2–3 minutes

Day 13, Urban Layouts, Moussa Toni Cisse

Word Count: 516

Read Time: 3 minutes

Blog Prompt: Step back in this post.  Don’t worry about writing about just what you saw today.  Flip through your photos and choose two that you’ve not yet written about, ideally something you might now understand better and can better contextualize.  You’re learning and seeing so much it can be hard to remember it all.  Free write on your experience on this trip so far.  What haven’t you done yet that you want to be sure to do in the few days ahead?

I really liked the talk about the urban layout of the whole plaza. I specifically enjoyed 4 things: shopping center, destruction of medieval architecture, riot police, urban functions. 

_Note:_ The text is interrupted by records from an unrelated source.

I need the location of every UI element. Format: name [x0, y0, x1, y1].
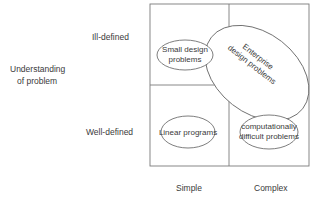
linear-programs-label: Linear programs: [159, 128, 217, 137]
computational-line2: difficult problems: [239, 132, 299, 141]
quadrant-diagram: Small design problems Enterprise design …: [0, 0, 310, 207]
small-design-line2: problems: [169, 55, 202, 64]
computational-line1: computationally: [241, 122, 297, 131]
small-design-line1: Small design: [162, 45, 208, 54]
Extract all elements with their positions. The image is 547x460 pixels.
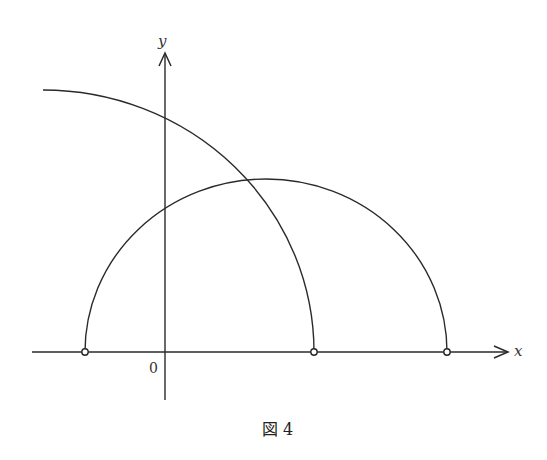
semicircle-left-endpoint	[82, 349, 88, 355]
semicircle	[85, 179, 447, 352]
semicircle-right-endpoint	[444, 349, 450, 355]
origin-label: 0	[149, 360, 158, 376]
figure-caption: 図 4	[262, 420, 293, 439]
large-arc-endpoint	[311, 349, 317, 355]
figure-canvas: y x 0 図 4	[0, 0, 547, 460]
x-axis-label: x	[514, 342, 523, 360]
large-quarter-arc	[43, 90, 314, 352]
y-axis-label: y	[157, 32, 167, 50]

  1. Shopping Center: The rationalization and organization of a shopping center is huge for a number of reasons. For one, the shopping center gives a space where people can go and obviously shop, but also meet and socialize. The shopping center also conveys the emperor’s interest. If a mayor were to do this in NYC, the civilians may say something like, “He is focused on the betterment of the community.” Could this shopping center be a stunt to better the image of an emperor? Most likely, but it still brings positive consequences. 
  2. Destruction: Mussolini is a questionable character to say the least. If I remember correctly, he destroyed medieval history and structures to make room for the Roman ones. I am sure much was lost, but lots was rediscovered as well. Destruction is a very interesting concept as it yields varying consequences and has multiple functions. 
  3. Riot Police: The connection between the way armies fought and marched in antiquity and the way the riot police march and attack innocent civilians is uncanny. The literal organization of the march with the way the shields are positioned is the same between the era’s. This continues to show us how some things transcend time and the old and present are always connected. 

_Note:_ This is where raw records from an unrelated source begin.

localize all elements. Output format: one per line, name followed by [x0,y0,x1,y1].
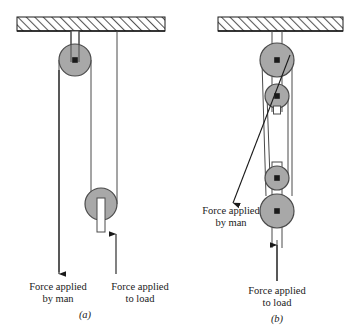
panel-label-b: (b) [252,313,302,324]
upper-block-large-pulley-b [260,43,294,77]
panel-a [17,17,165,274]
panel-label-a: (a) [60,309,110,320]
load-hanger-a [97,198,105,232]
force-to-load-label-b: Force applied to load [225,285,329,308]
panel-b [218,17,343,281]
upper-block-lug-b [274,106,281,114]
ceiling-a [17,17,165,31]
force-by-man-label-b: Force applied by man [179,205,283,228]
lower-block-small-pulley-b [265,166,289,190]
pulley-figure: Force applied by man Force applied to lo… [0,0,346,335]
fixed-pulley-a [59,44,91,76]
force-to-load-label-a: Force applied to load [88,281,192,304]
ceiling-b [218,17,343,31]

Urban Functions: I like the way Augustus portrayed himself. In Rome Alive! Aicher references Augustus as he says: “I completed the Forum of Caesar” (Augustus, Achievements 20, referenced in Aicher 2004, 193). He made sure that he was not seen as a tyrannical leader. In fact, it seems he did everything to look like he was not in power. I like the way Prof. Yarrow pointed out the wall and the bend in it. It signifies purchase over conquering. Augustus was a genius from the way he made people turn towards Julius Caesar’s altar (I believe)–signifying a change in time–to the way he conveyed purchasing the land over conquering it. The dude was a master at propaganda and subtle control.

I really liked seeing Trajan’s Column and imagining what the Column of Marcus Aurelius truly looks like. This is nothing but an architectural innovation and I loved just being in its presence. I really enjoyed the talk on the will that this Column places on the viewer. From the sheer size of the Column to its helical frieze, it conveys something that is beyond comprehension.